Editors often review their historical catalog and seek out an expert, capable of transforming a game from 20 or 30 years ago into a functional product for Nintendo Switch, PlayStation, Xbox or PC.
The developer receives a specific title, a deadline and a list of dutiesfrom adding widescreen to integrating rewind.
The second model is the revenue sharing agreement. Here the team chooses which game it wants to rescue, studies its commercial potential and presents a dossier to the license holder.
If the publisher doesn’t have the budget to revive it (or doesn’t want to), they may accept a deal where the studio pays for development and then receives a portion of sales.
Sounds good… until hard math comes into play: If a title only sells a few thousand copies and costs 10 eurosthe months of work don’t count.
Each decision triggers the budget, including quality control expenses and the fees associated with each platform.
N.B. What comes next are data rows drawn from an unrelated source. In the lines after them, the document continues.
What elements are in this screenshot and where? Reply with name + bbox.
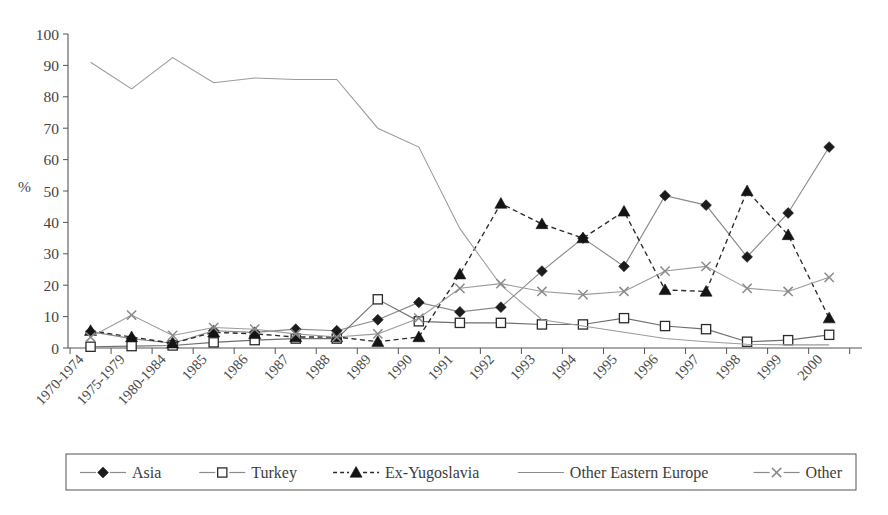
y-tick-label: 60 bbox=[44, 151, 60, 168]
data-point-marker bbox=[496, 318, 505, 327]
y-tick-label: 70 bbox=[44, 120, 60, 137]
y-tick-label: 90 bbox=[44, 57, 60, 74]
data-point-marker bbox=[578, 320, 587, 329]
legend-marker-open-square bbox=[218, 468, 227, 477]
legend-label: Asia bbox=[132, 464, 161, 481]
data-point-marker bbox=[784, 336, 793, 345]
data-point-marker bbox=[701, 325, 710, 334]
data-point-marker bbox=[537, 320, 546, 329]
data-point-marker bbox=[660, 321, 669, 330]
y-tick-label: 30 bbox=[44, 245, 60, 262]
legend-label: Ex-Yugoslavia bbox=[385, 464, 479, 482]
y-tick-label: 40 bbox=[44, 214, 60, 231]
data-point-marker bbox=[86, 342, 95, 351]
legend-label: Other Eastern Europe bbox=[570, 464, 709, 482]
data-point-marker bbox=[825, 330, 834, 339]
data-point-marker bbox=[619, 314, 628, 323]
y-tick-label: 10 bbox=[44, 308, 60, 325]
chart-background bbox=[0, 0, 888, 515]
y-tick-label: 50 bbox=[44, 183, 60, 200]
chart-legend: AsiaTurkeyEx-YugoslaviaOther Eastern Eur… bbox=[66, 454, 856, 490]
data-point-marker bbox=[373, 295, 382, 304]
legend-label: Other bbox=[806, 464, 843, 481]
legend-label: Turkey bbox=[251, 464, 297, 482]
y-tick-label: 0 bbox=[51, 340, 59, 357]
data-point-marker bbox=[209, 338, 218, 347]
data-point-marker bbox=[743, 337, 752, 346]
line-chart: 0102030405060708090100 1970-19741975-197… bbox=[0, 0, 888, 515]
data-point-marker bbox=[455, 318, 464, 327]
chart-container: 0102030405060708090100 1970-19741975-197… bbox=[0, 0, 888, 515]
data-point-marker bbox=[127, 342, 136, 351]
y-tick-label: 100 bbox=[36, 26, 60, 43]
y-tick-label: 80 bbox=[44, 88, 60, 105]
y-tick-label: 20 bbox=[44, 277, 60, 294]
y-axis-title: % bbox=[18, 178, 31, 195]
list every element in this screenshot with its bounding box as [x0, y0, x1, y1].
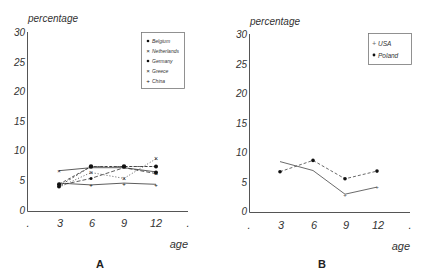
marker — [311, 159, 315, 163]
y-tick: 5 — [241, 177, 247, 188]
y-tick: 5 — [19, 175, 25, 186]
legend-item-china: China — [152, 78, 165, 84]
marker — [278, 170, 282, 174]
x-tick: 6 — [89, 217, 96, 229]
marker — [343, 177, 347, 181]
y-tick: 20 — [13, 86, 26, 97]
x-tick: 9 — [121, 217, 127, 229]
chart-b: percentage 30 25 20 15 10 5 0 . 3 6 9 12… — [235, 16, 412, 270]
marker — [375, 169, 379, 173]
legend-marker-x: × — [146, 68, 150, 74]
legend-item-usa: USA — [378, 40, 391, 47]
marker-x: × — [57, 168, 61, 174]
legend-marker-x: × — [146, 48, 150, 54]
marker-plus: + — [375, 184, 379, 190]
x-tick: 12 — [372, 219, 384, 231]
x-axis-title-a: age — [170, 238, 188, 250]
marker-x: × — [154, 155, 158, 162]
y-tick: 10 — [236, 147, 248, 158]
y-tick: 15 — [236, 118, 248, 129]
legend-b: + USA Poland — [369, 34, 412, 65]
marker — [122, 164, 126, 168]
y-tick: 15 — [14, 116, 26, 127]
y-tick: 25 — [235, 59, 248, 70]
legend-item-germany: Germany — [152, 58, 173, 64]
x-ticks-a: . 3 6 9 12 . — [26, 217, 189, 229]
marker-x: × — [154, 170, 158, 177]
marker-plus: + — [154, 182, 158, 188]
legend-item-netherlands: Netherlands — [152, 48, 179, 54]
figure: percentage 30 25 20 15 10 5 0 . 3 6 9 12… — [0, 0, 425, 277]
legend-marker-dot — [147, 60, 150, 63]
x-tick: . — [26, 217, 29, 229]
y-tick: 30 — [236, 29, 248, 40]
legend-item-greece: Greece — [152, 68, 169, 74]
y-tick: 0 — [19, 205, 25, 216]
marker — [90, 177, 93, 180]
marker-x: × — [89, 169, 93, 176]
marker — [57, 185, 61, 189]
marker — [154, 165, 158, 169]
x-tick: 3 — [57, 217, 64, 229]
x-tick: . — [408, 219, 411, 231]
y-ticks-a: 30 25 20 15 10 5 0 — [13, 27, 26, 216]
legend-item-belgium: Belgium — [152, 38, 170, 44]
marker-plus: + — [343, 192, 347, 198]
y-axis-title-b: percentage — [249, 16, 300, 27]
x-tick: 12 — [150, 217, 162, 229]
series-b — [280, 160, 377, 194]
x-axis-title-b: age — [392, 240, 410, 252]
legend-marker-dot — [147, 40, 150, 43]
legend-marker-dot — [373, 54, 376, 57]
x-tick: 9 — [343, 219, 349, 231]
y-tick: 10 — [14, 145, 26, 156]
series-a — [59, 159, 156, 188]
legend-marker-plus: + — [146, 78, 150, 84]
y-tick: 30 — [14, 27, 26, 38]
marker-plus: + — [89, 182, 93, 188]
marker-plus: + — [122, 181, 126, 187]
y-tick: 0 — [241, 206, 247, 217]
y-ticks-b: 30 25 20 15 10 5 0 — [235, 29, 248, 217]
legend-box — [369, 34, 412, 65]
markers-b: + + — [278, 159, 379, 198]
x-tick: 6 — [311, 219, 318, 231]
legend-a: Belgium × Netherlands Germany × Greece +… — [142, 33, 185, 89]
series-line-china — [59, 183, 156, 185]
chart-a: percentage 30 25 20 15 10 5 0 . 3 6 9 12… — [13, 13, 190, 270]
x-tick: 3 — [278, 219, 285, 231]
series-line-poland — [280, 160, 377, 178]
y-tick: 25 — [13, 57, 26, 68]
y-tick: 20 — [235, 88, 248, 99]
panel-label-b: B — [318, 258, 326, 270]
x-ticks-b: . 3 6 9 12 . — [247, 219, 411, 231]
x-tick: . — [186, 217, 189, 229]
panel-label-a: A — [96, 258, 104, 270]
x-tick: . — [247, 219, 250, 231]
y-axis-title-a: percentage — [27, 13, 78, 24]
legend-marker-plus: + — [372, 40, 376, 47]
legend-item-poland: Poland — [378, 52, 399, 59]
More than one game with commercial potential was discarded due to the addition of these “extras”.
Technical problems are another wall. It involves rebuilding the code, replacing functions that no longer exist and reinterpret systems.
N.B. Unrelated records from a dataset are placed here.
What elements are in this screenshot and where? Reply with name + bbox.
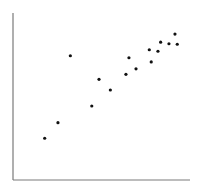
scatter-chart: [0, 0, 200, 186]
data-point: [43, 137, 46, 140]
data-point: [167, 42, 170, 45]
data-point: [127, 56, 130, 59]
data-point: [159, 41, 162, 44]
data-point: [148, 48, 151, 51]
data-point: [90, 104, 93, 107]
data-point: [124, 73, 127, 76]
data-point: [173, 32, 176, 35]
data-point: [134, 67, 137, 70]
data-point: [176, 43, 179, 46]
data-point: [56, 121, 59, 124]
data-point: [97, 78, 100, 81]
data-point: [156, 50, 159, 53]
plot-area: [13, 13, 190, 180]
data-point: [69, 54, 72, 57]
data-point: [109, 88, 112, 91]
data-points: [43, 32, 179, 139]
data-point: [150, 60, 153, 63]
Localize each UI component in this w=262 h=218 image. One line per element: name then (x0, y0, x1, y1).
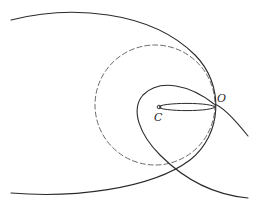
label-o: O (217, 92, 226, 105)
thin-ellipse (159, 103, 215, 110)
inner-loop-curve (137, 85, 248, 198)
label-c: C (154, 111, 163, 124)
dashed-circle (95, 45, 215, 165)
orbit-diagram: C O (0, 0, 262, 218)
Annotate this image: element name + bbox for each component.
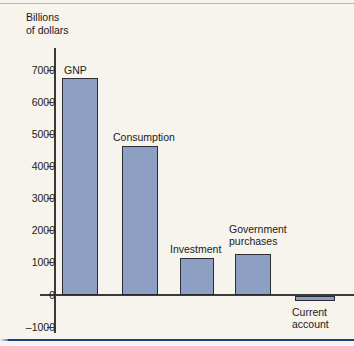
- y-tick-mark-1000: [47, 262, 55, 263]
- bar-investment[interactable]: [180, 258, 214, 295]
- bar-label-investment: Investment: [170, 243, 221, 255]
- y-tick-mark-4000: [47, 166, 55, 167]
- bar-chart-plot: Billions of dollars 7000 6000 5000 4000 …: [0, 0, 354, 346]
- bottom-accent-rule: [8, 339, 354, 341]
- y-tick-6000: 6000: [0, 102, 55, 103]
- y-tick-mark-6000: [47, 102, 55, 103]
- bar-label-consumption: Consumption: [113, 131, 175, 143]
- y-tick-7000: 7000: [0, 70, 55, 71]
- y-tick-3000: 3000: [0, 198, 55, 199]
- bar-consumption[interactable]: [122, 146, 158, 295]
- bar-gnp[interactable]: [62, 78, 98, 295]
- y-tick-mark-3000: [47, 198, 55, 199]
- y-tick-5000: 5000: [0, 134, 55, 135]
- y-tick-neg1000: –1000: [0, 327, 55, 328]
- bar-label-gnp: GNP: [64, 64, 87, 76]
- bar-government-purchases[interactable]: [235, 254, 271, 295]
- y-tick-2000: 2000: [0, 230, 55, 231]
- y-tick-0: 0: [0, 295, 55, 296]
- y-tick-label-0: 0: [11, 289, 55, 301]
- y-tick-4000: 4000: [0, 166, 55, 167]
- y-axis-title: Billions of dollars: [26, 11, 69, 36]
- bar-label-current-account: Current account: [292, 306, 329, 330]
- bar-label-government-purchases: Government purchases: [229, 223, 287, 247]
- y-tick-mark-2000: [47, 230, 55, 231]
- figure-canvas: Billions of dollars 7000 6000 5000 4000 …: [0, 0, 354, 346]
- bar-current-account[interactable]: [295, 296, 335, 301]
- y-tick-mark-5000: [47, 134, 55, 135]
- y-tick-mark-neg1000: [47, 327, 55, 328]
- y-tick-1000: 1000: [0, 262, 55, 263]
- y-tick-mark-7000: [47, 70, 55, 71]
Even with emulators, each title presents unique challenges. Lots of classics They require so many engineering hours that they become unfeasible projects.before it even starts.
For Litshauer, the big enemy is fragmented licenses: the music belongs to one agency, the voices to another, or there is even a legal annex lost in a drawer since the nineties.
According to the CEO, There are finished games that have not seen the light because a single element (a song, a logo, a secondary character) could not be re-released.
Added to all this is that not all platforms are equally interesting. The studio focuses its efforts on the original PlayStation, which remains the most sought after, while building technology for the PS2.
The idea of emulating the PS3 is on the table, but not as a real priority: the investment only makes sense if the market strongly demands it, something that hasn’t happened yet.
Despite everything, the developer insists that the community is fundamental in recovering classics, and its opinion is decisive. “If you make enough noise, there are possibilities”he concludes.